Disclosures
What to disclose?
This is vital to ensure that you are safe during and after the sale. I highly suggest going over disclosures with your agent prior to the home going on the MLS or prior to buyers seeing the home. We want them to have previously reviewed the disclosures prior to making an offer, this will help ensure the buyer doesn’t back out from things they should have already been made aware of. In California massive amount of disclosures that that need filled out and disclosed. This is actually a safety net for not only the buyer but also the seller. Anything from whether or not you live on a golf course or if you have a sex offender living in the surrounding area that you know about would have to be disclosed.
I am happy to say that after selling over 2,000 homes in the past 17 years I have NEVER had a lawsuit, so this is important to understand. When you are selling anything that has ever been repaired, replaced, modified, added, fixed or changed needs to be disclosed. So if you’ve painted the walls, cleaned or changed the carpets, added new lighting or fixed the water heater, you need to dislcose it.
One of my common sayings to my clients is “If you have to ask me if you should disclose it, the answer is most always going to YES, over disclosure is better than under disclosure and will keep you out of the court room.
You want the buyer to know anything and everything you know about the home, the area etc that could have a negative impact on the desireabity or price of the home. When you disclose properly, you don’t have to worry about them coming back to you later telling you they want to go to court or want to try to extract more money out of you. Obviously you can only disclose what you know about. If there are issues with the property that you don’t know about then the buyer would have to prove that you did know and kept that from them intentionally in order to win in court. So disclose, disclose, disclose.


*Problem to work on*: Please write out the data that follows, word for word.

*Given information*:
****************************************
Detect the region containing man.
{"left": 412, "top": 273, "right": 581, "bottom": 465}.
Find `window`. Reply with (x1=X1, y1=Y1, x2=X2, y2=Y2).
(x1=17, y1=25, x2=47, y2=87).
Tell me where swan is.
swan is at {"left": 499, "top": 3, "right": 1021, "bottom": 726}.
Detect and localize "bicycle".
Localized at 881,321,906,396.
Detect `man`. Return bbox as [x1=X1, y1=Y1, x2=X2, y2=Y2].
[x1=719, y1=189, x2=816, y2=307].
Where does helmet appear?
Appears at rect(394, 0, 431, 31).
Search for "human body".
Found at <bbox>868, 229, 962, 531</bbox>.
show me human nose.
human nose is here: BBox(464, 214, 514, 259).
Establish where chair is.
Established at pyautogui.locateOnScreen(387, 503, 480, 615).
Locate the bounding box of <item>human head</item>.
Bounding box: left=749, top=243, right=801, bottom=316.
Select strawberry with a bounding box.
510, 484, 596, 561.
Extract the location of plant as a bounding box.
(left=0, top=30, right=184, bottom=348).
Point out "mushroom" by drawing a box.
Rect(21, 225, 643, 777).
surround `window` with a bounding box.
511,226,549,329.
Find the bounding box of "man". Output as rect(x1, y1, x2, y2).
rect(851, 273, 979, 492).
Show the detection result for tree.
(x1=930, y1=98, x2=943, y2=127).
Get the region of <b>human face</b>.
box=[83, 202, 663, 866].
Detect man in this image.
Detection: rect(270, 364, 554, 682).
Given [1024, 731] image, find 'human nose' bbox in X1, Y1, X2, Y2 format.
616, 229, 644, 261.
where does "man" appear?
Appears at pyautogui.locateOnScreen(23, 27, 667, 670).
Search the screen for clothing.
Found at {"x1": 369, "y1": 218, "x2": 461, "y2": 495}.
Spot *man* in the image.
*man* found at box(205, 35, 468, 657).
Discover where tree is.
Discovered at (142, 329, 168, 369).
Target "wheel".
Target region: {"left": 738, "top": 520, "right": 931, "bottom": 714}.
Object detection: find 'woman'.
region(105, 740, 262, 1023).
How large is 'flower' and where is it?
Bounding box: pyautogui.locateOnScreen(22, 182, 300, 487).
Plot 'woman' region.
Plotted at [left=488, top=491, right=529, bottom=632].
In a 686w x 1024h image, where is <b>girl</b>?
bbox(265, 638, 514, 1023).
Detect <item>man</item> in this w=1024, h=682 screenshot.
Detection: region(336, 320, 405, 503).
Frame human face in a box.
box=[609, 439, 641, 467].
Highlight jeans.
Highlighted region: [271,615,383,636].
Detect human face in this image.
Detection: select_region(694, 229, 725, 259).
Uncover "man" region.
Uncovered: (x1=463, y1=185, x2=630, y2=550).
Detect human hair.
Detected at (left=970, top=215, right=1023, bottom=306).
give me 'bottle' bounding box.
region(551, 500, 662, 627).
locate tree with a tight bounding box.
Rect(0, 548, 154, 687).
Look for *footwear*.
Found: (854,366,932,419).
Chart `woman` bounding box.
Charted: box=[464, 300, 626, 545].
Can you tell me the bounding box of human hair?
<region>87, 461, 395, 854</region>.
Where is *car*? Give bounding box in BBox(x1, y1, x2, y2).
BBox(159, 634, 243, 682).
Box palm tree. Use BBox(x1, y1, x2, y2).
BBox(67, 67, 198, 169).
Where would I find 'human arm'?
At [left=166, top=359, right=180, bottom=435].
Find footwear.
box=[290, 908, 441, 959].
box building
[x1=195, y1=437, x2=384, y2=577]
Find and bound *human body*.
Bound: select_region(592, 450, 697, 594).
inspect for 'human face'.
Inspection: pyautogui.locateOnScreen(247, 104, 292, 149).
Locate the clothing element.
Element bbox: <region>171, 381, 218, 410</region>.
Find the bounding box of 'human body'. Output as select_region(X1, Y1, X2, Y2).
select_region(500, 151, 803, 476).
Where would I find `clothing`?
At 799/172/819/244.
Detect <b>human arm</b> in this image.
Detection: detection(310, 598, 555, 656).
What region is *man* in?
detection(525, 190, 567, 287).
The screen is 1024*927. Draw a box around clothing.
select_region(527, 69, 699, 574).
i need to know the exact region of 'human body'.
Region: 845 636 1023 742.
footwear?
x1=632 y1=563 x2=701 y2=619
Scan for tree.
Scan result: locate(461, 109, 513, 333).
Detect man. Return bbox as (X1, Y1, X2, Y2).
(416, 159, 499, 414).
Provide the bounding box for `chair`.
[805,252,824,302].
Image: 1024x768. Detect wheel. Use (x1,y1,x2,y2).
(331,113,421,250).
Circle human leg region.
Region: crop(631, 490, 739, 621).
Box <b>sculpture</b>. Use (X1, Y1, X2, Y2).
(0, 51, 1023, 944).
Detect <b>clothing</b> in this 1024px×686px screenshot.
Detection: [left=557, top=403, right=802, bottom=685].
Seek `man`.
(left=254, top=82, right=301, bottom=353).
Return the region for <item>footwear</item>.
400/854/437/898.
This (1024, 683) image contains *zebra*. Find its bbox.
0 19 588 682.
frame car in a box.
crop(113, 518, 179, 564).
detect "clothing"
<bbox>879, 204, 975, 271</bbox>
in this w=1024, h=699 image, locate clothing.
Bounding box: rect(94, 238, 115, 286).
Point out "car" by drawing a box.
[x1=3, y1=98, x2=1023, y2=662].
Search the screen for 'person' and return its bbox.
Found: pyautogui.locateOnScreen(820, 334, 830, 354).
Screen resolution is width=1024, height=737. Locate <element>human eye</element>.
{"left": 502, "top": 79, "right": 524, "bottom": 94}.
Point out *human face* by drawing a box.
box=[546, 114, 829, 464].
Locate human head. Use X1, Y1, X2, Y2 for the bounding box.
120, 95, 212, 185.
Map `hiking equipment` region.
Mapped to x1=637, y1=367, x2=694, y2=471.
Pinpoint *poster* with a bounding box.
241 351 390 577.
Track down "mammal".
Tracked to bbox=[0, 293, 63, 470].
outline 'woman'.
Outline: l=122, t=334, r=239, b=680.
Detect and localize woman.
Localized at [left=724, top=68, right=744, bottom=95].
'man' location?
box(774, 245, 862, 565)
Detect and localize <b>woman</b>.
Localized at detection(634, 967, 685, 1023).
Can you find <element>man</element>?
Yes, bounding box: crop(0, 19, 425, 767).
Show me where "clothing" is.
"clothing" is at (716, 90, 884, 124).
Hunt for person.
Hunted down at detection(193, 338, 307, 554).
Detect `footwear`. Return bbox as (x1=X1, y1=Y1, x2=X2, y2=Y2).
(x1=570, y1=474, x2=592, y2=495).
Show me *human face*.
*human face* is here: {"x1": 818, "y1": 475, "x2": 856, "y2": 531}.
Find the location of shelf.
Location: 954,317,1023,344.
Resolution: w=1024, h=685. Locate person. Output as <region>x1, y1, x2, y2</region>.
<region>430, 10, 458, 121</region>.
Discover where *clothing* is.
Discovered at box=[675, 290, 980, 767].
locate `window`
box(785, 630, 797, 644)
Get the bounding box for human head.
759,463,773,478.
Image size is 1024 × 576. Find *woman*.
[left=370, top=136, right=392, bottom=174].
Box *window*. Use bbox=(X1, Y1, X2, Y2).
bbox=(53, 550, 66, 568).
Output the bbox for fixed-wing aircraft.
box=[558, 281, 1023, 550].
****************************************
*Task solution*:
Detect the region containing man.
{"left": 412, "top": 273, "right": 581, "bottom": 465}.
Find `window`. Reply with (x1=X1, y1=Y1, x2=X2, y2=Y2).
(x1=17, y1=25, x2=47, y2=87).
Tell me where swan is.
swan is at {"left": 499, "top": 3, "right": 1021, "bottom": 726}.
Detect and localize "bicycle".
Localized at 881,321,906,396.
Detect `man`. Return bbox as [x1=X1, y1=Y1, x2=X2, y2=Y2].
[x1=719, y1=189, x2=816, y2=307].
Where does helmet appear?
Appears at rect(394, 0, 431, 31).
Search for "human body".
Found at <bbox>868, 229, 962, 531</bbox>.
show me human nose.
human nose is here: BBox(464, 214, 514, 259).
Establish where chair is.
Established at pyautogui.locateOnScreen(387, 503, 480, 615).
Locate the bounding box of <item>human head</item>.
Bounding box: left=749, top=243, right=801, bottom=316.
Select strawberry with a bounding box.
510, 484, 596, 561.
Extract the location of plant as a bounding box.
(left=0, top=30, right=184, bottom=348).
Point out "mushroom" by drawing a box.
Rect(21, 225, 643, 777).
surround `window` with a bounding box.
511,226,549,329.
Find the bounding box of "man". Output as rect(x1, y1, x2, y2).
rect(851, 273, 979, 492).
Show the detection result for tree.
(x1=930, y1=98, x2=943, y2=127).
Get the region of <b>human face</b>.
box=[83, 202, 663, 866].
Detect man in this image.
Detection: rect(270, 364, 554, 682).
Given [1024, 731] image, find 'human nose' bbox in X1, Y1, X2, Y2 format.
616, 229, 644, 261.
where does "man" appear?
Appears at pyautogui.locateOnScreen(23, 27, 667, 670).
Search the screen for clothing.
Found at {"x1": 369, "y1": 218, "x2": 461, "y2": 495}.
Spot *man* in the image.
*man* found at box(205, 35, 468, 657).
Discover where tree is.
Discovered at (142, 329, 168, 369).
Target "wheel".
Target region: {"left": 738, "top": 520, "right": 931, "bottom": 714}.
Object detection: find 'woman'.
region(105, 740, 262, 1023).
How large is 'flower' and where is it?
Bounding box: pyautogui.locateOnScreen(22, 182, 300, 487).
Plot 'woman' region.
Plotted at [left=488, top=491, right=529, bottom=632].
In a 686w x 1024h image, where is <b>girl</b>?
bbox(265, 638, 514, 1023).
Detect <item>man</item> in this w=1024, h=682 screenshot.
Detection: region(336, 320, 405, 503).
Frame human face in a box.
box=[609, 439, 641, 467].
Highlight jeans.
Highlighted region: [271,615,383,636].
Detect human face in this image.
Detection: select_region(694, 229, 725, 259).
Uncover "man" region.
Uncovered: (x1=463, y1=185, x2=630, y2=550).
Detect human hair.
Detected at (left=970, top=215, right=1023, bottom=306).
give me 'bottle' bounding box.
region(551, 500, 662, 627).
locate tree with a tight bounding box.
Rect(0, 548, 154, 687).
Look for *footwear*.
Found: (854,366,932,419).
Chart `woman` bounding box.
Charted: box=[464, 300, 626, 545].
Can you tell me the bounding box of human hair?
<region>87, 461, 395, 854</region>.
Where is *car*? Give bounding box in BBox(x1, y1, x2, y2).
BBox(159, 634, 243, 682).
Box palm tree. Use BBox(x1, y1, x2, y2).
BBox(67, 67, 198, 169).
Where would I find 'human arm'?
At [left=166, top=359, right=180, bottom=435].
Find footwear.
box=[290, 908, 441, 959].
box building
[x1=195, y1=437, x2=384, y2=577]
Find and bound *human body*.
Bound: select_region(592, 450, 697, 594).
inspect for 'human face'.
Inspection: pyautogui.locateOnScreen(247, 104, 292, 149).
Locate the clothing element.
Element bbox: <region>171, 381, 218, 410</region>.
Find the bounding box of 'human body'. Output as select_region(X1, Y1, X2, Y2).
select_region(500, 151, 803, 476).
Where would I find `clothing`?
At 799/172/819/244.
Detect <b>human arm</b> in this image.
Detection: detection(310, 598, 555, 656).
What region is *man* in?
detection(525, 190, 567, 287).
The screen is 1024*927. Draw a box around clothing.
select_region(527, 69, 699, 574).
i need to know the exact region of 'human body'.
Region: 845 636 1023 742.
footwear?
x1=632 y1=563 x2=701 y2=619
Scan for tree.
Scan result: locate(461, 109, 513, 333).
Detect man. Return bbox as (X1, Y1, X2, Y2).
(416, 159, 499, 414).
Provide the bounding box for `chair`.
[805,252,824,302].
Image: 1024x768. Detect wheel. Use (x1,y1,x2,y2).
(331,113,421,250).
Circle human leg region.
Region: crop(631, 490, 739, 621).
Box <b>sculpture</b>. Use (X1, Y1, X2, Y2).
(0, 51, 1023, 944).
Detect <b>clothing</b> in this 1024px×686px screenshot.
Detection: [left=557, top=403, right=802, bottom=685].
Seek `man`.
(left=254, top=82, right=301, bottom=353).
Return the region for <item>footwear</item>.
400/854/437/898.
This (1024, 683) image contains *zebra*. Find its bbox.
0 19 588 682.
frame car in a box.
crop(113, 518, 179, 564).
detect "clothing"
<bbox>879, 204, 975, 271</bbox>
in this w=1024, h=699 image, locate clothing.
Bounding box: rect(94, 238, 115, 286).
Point out "car" by drawing a box.
[x1=3, y1=98, x2=1023, y2=662].
Search the screen for 'person' and return its bbox.
Found: pyautogui.locateOnScreen(820, 334, 830, 354).
Screen resolution is width=1024, height=737. Locate <element>human eye</element>.
{"left": 502, "top": 79, "right": 524, "bottom": 94}.
Point out *human face* by drawing a box.
box=[546, 114, 829, 464].
Locate human head. Use X1, Y1, X2, Y2 for the bounding box.
120, 95, 212, 185.
Map `hiking equipment` region.
Mapped to x1=637, y1=367, x2=694, y2=471.
Pinpoint *poster* with a bounding box.
241 351 390 577.
Track down "mammal".
Tracked to bbox=[0, 293, 63, 470].
outline 'woman'.
Outline: l=122, t=334, r=239, b=680.
Detect and localize woman.
Localized at [left=724, top=68, right=744, bottom=95].
'man' location?
box(774, 245, 862, 565)
Detect and localize <b>woman</b>.
Localized at detection(634, 967, 685, 1023).
Can you find <element>man</element>?
Yes, bounding box: crop(0, 19, 425, 767).
Show me where "clothing" is.
"clothing" is at (716, 90, 884, 124).
Hunt for person.
Hunted down at detection(193, 338, 307, 554).
Detect `footwear`. Return bbox as (x1=X1, y1=Y1, x2=X2, y2=Y2).
(x1=570, y1=474, x2=592, y2=495).
Show me *human face*.
*human face* is here: {"x1": 818, "y1": 475, "x2": 856, "y2": 531}.
Find the location of shelf.
Location: 954,317,1023,344.
Resolution: w=1024, h=685. Locate person. Output as <region>x1, y1, x2, y2</region>.
<region>430, 10, 458, 121</region>.
Discover where *clothing* is.
Discovered at box=[675, 290, 980, 767].
locate `window`
box(785, 630, 797, 644)
Get the bounding box for human head.
759,463,773,478.
Image size is 1024 × 576. Find *woman*.
[left=370, top=136, right=392, bottom=174].
Box *window*. Use bbox=(X1, Y1, X2, Y2).
bbox=(53, 550, 66, 568).
Output the bbox for fixed-wing aircraft.
box=[558, 281, 1023, 550].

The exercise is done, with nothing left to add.